Lincoln’s definition of entrepreneurial capitalism is the best I have ever heard. I believe that a bipartisan consensus could be reached in America on a 21st-century war on poverty that takes the best of the "center left" and the best of the "center right" on the reforms necessary to make the American Dream accessible to all our people. We may have a long way to go, but I remain an optimist about improving the human condition, expanding our democratic ideals, and forming a true partnership with private enterprise.

I love what Bobby Kennedy said in Bedford-Stuyvesant in 1968: "To ignore the potential contribution of private enterprise is to fight the war on poverty with a single platoon, while great armies are left to stand aside."

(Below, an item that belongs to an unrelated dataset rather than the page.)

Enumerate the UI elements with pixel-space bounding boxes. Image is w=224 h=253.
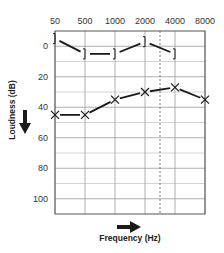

Barack, let’s get together with, say: John Bryant of Operation Hope in Los Angeles; Ambassador Andrew Young of Good Works International; Bob Woodson of Neighborhood Enterprise Foundation in Washington, D.C.; Ted Forstmann of Forstmann Little & Company in New York; Russell Redenbaugh, a U.S. civil rights commissioner in Philadelphia; and economist Art Laffer. We can discuss how
best to tackle the issue you raised in your March 18 speech, when you identified the lack of economic opportunity for people of color as one of our nation’s greatest challenges.

Any interest, sir?

Mr. Kemp is a former congressman, the 1996 Republican vice presidential candidate, and a former secretary of Housing and Urban Development.